I did not dare move. The Guermantes groom, taking advantage no doubt of his master's absence, had, as it happened, transferred to the shop in which I now stood a ladder which hitherto had been kept in the coach-house, and if I had climbed this I could have opened the fanlight above and heard as well as if I been in Jupien's shop itself. But I was afraid of making a noise. Besides, it was unnecessary. I had not even cause to regret my not having arrived in the shop until several minutes had elapsed. For from what I heard at first in Jupien's quarters, which was only a series of inarticulate sounds, I image that few words had been exchanged. It is true that these sounds were so violent that, if they had not always been taken up an octave higher by a parallel plaint, I might have thought that one person was slitting another's threat within a few feet of me, and that subsequently the murderer and his resuscitated victim were taking a bath to wash away the traces of the crime. I concluded from this later on that there is another thing as vociferous as pain, namely pleasure, especially when there is added to it - in the absence of the fear of an eventual parturition, which could not be the case here, despite the hardly convincing examples in the Golden Legend - an immediate concern about cleanliness. Finally, after about half an hour (during which time I had stealthily hoisted myself up my ladder so as to peep through the fanlight which I did not open), the Baron emerged and a conversation began. Jupien refused with insistence the money that M. de Charlus was trying to press upon him.

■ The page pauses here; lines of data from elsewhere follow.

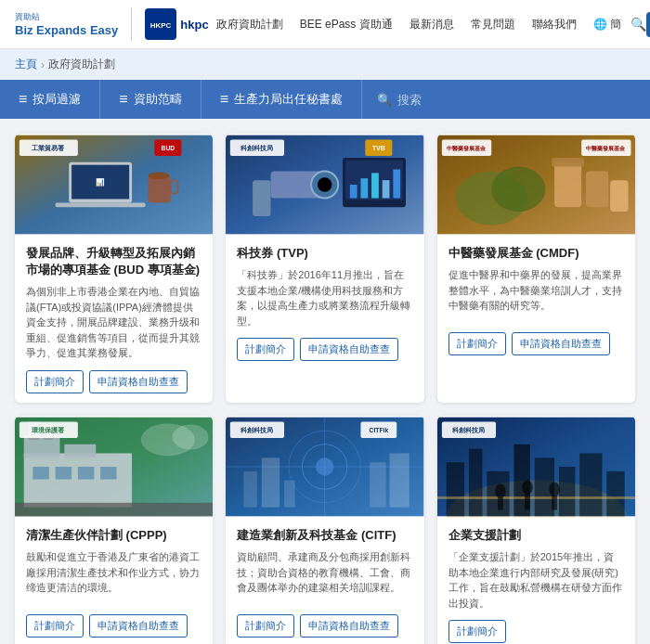 The image size is (650, 644). I want to click on filter-bureau: ≡ 按局過濾, so click(50, 99).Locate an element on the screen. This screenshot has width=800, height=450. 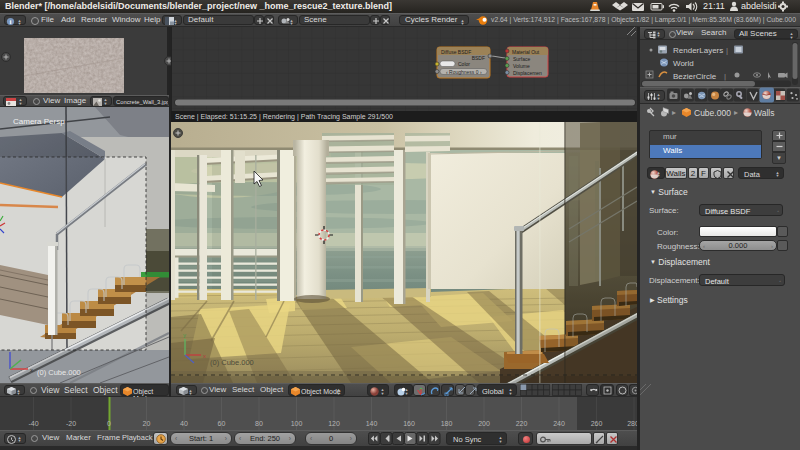
svg-text: World is located at coordinates (684, 64).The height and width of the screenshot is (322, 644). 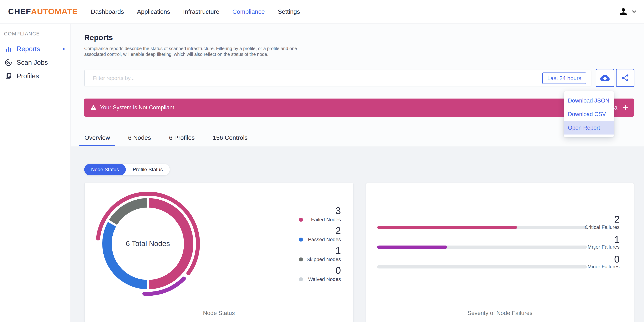 I want to click on node-status-caption: Node Status, so click(x=219, y=313).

Marcel Proust, Cities of the Plain, p. 631
I remember making the point years ago in class that there were three times when the dividing line between human and animal almost vanished: birth, death and sex. Proust reports, "It is true that these sounds were so violent that, if they had not always been taken up an octave higher by a parallel plaint, I might have thought that one person was slitting another's threat within a few feet of me, and that subsequently the murderer and his resuscitated victim were taking a bath to wash away the traces of the crime." This would seem to bolster, at least partially, my theory. He then adds, "I concluded from this later on that there is another thing as vociferous as pain, namely pleasure . . .", and references the Golden Legend, which was a popular Medieval story recounting, in part, the lives of the saints. He's touching upon, I think, and no pun intended, the bliss of pain, which sounds like something Pinhead would have said in Hellraiser.
I also find myself coming back to the question of Proust's own sexuality. This entire story just reads like a metaphor for Proust's fascination with and exploration of homosexuality.